CNN previously reported that, while Boasberg presided over the Foreign Intelligence Surveillance Court, he encouraged the declassification of information related to the Trump-Russia probe. Trump and top Republicans have celebrated these disclosures.
These and other materials revealed systemic errors and sloppiness in the FBI’s efforts to wiretap a former Trump campaign aide in 2016 and 2017 who had strange Russian ties.
Personality pokes through
While getting his law degree at Yale, “Jeb” Boasberg lived in a house with future Supreme Court Justice Brett Kavanaugh and six other law students. (He graduated in 1990.) CNN has reported that the group is still close and takes annual trips together.
“Jeb is so social,” Amy Jeffress, a prominent defense lawyer in DC, told CNN in 2023.
Most judges do not have a physical presence around the DC courthouse, let alone walk around the building each day. But Boasberg enters the courthouse most mornings greeting security, court staffers and lingering reporters with a smile. Most days, he could also be spotted during the lunch hour, running to an off-site lunch or picking up takeout.
On the day in August 2023 when Trump was arraigned at the DC courthouse for his federal election subversion indictment, CNN spotted Boasberg making the rounds both inside and outside, talking with reporters about the events for the day. The chief judge’s presence was similar to that of a local mayor, shaking hands with everyone as he walked around.
“The first thing that comes to mind is – he was always fair,” a former courthouse employee said about Boasberg, adding that the chief justice was also always “approachable.”
The former employee added that Boasberg was always willing to listen to an argument before coming to a decision – not just with attorneys regarding a case, but with courthouse staff on administrative matters as well – because he was determined “to do what was best for the court.”
“He wasn’t one of those (judges) that had to have his way all the time,” the employee said.

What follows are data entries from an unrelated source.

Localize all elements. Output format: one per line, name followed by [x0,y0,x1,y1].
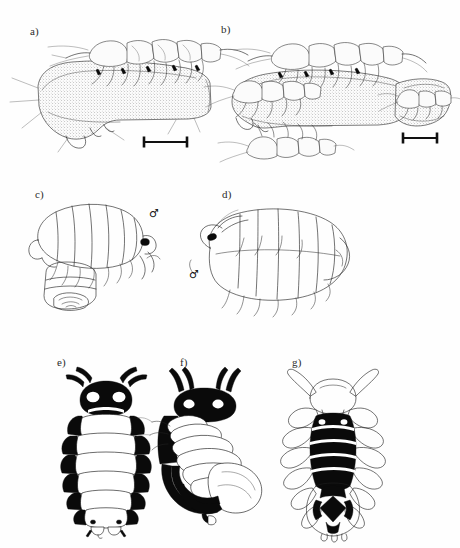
panel-d [196,198,356,323]
scale-bar-a [138,133,194,151]
attached-male-c [147,255,160,259]
pereon-e [61,414,152,528]
panel-f-drawing [156,368,276,528]
panel-c-drawing [28,192,168,317]
panel-f [156,368,276,528]
panel-label-f: f) [180,356,188,368]
panel-e [58,366,166,538]
figure-plate: a) [0,0,460,548]
panel-a [28,28,228,153]
panel-g [272,366,396,542]
antennae-g [287,369,378,396]
amphipod-b-ventral [218,122,354,162]
panel-a-drawing [28,28,228,153]
isopod-female-d [200,209,349,317]
sex-symbol-male-d: ♂ [189,268,199,281]
panel-d-drawing [196,198,356,323]
panel-c [28,192,168,317]
ventral-trunk-g [310,413,356,491]
panel-e-drawing [58,366,166,538]
uropods-e [86,527,126,538]
sex-symbol-male-c: ♂ [149,207,159,220]
panel-g-drawing [272,366,396,542]
cephalon-e [80,381,132,416]
isopod-female-c [29,204,156,310]
scale-bar-b [397,129,445,147]
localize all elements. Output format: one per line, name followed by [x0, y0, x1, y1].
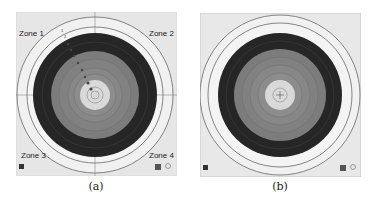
archery-target-a: 1 2 Zone 1 Zone 2 Zone 3 Zone 4: [16, 12, 177, 176]
logo-icon: [203, 165, 208, 170]
barcode-icon: [155, 164, 161, 170]
caption-b: (b): [260, 180, 300, 193]
archery-target-b: [200, 13, 361, 177]
target-panel-a: 1 2 Zone 1 Zone 2 Zone 3 Zone 4: [16, 12, 177, 176]
zone-1-label: Zone 1: [19, 29, 44, 38]
zone-3-label: Zone 3: [21, 151, 46, 160]
logo-icon: [19, 164, 24, 169]
target-panel-b: [200, 13, 361, 177]
caption-a: (a): [76, 180, 116, 193]
zone-4-label: Zone 4: [149, 151, 174, 160]
barcode-icon: [340, 165, 346, 171]
zone-2-label: Zone 2: [149, 29, 174, 38]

At a tense court hearing Friday, Boasberg pledged to “get to the bottom” of whether Trump administration officials violated any of his order, and said the implications of Trump’s unprecedented use of a 1798 law to hasten the deportations was “awfully frightening.” He also spoke out about the importance of credibility to upholding the rule of law.
“I often tell my clerks before they go out into the world that the most valuable treasure they possess is their reputation and credibility,” Boasberg said.
CNN’s Katelyn Polantz, Tierney Sneed and Emily R. Condon contributed to this report.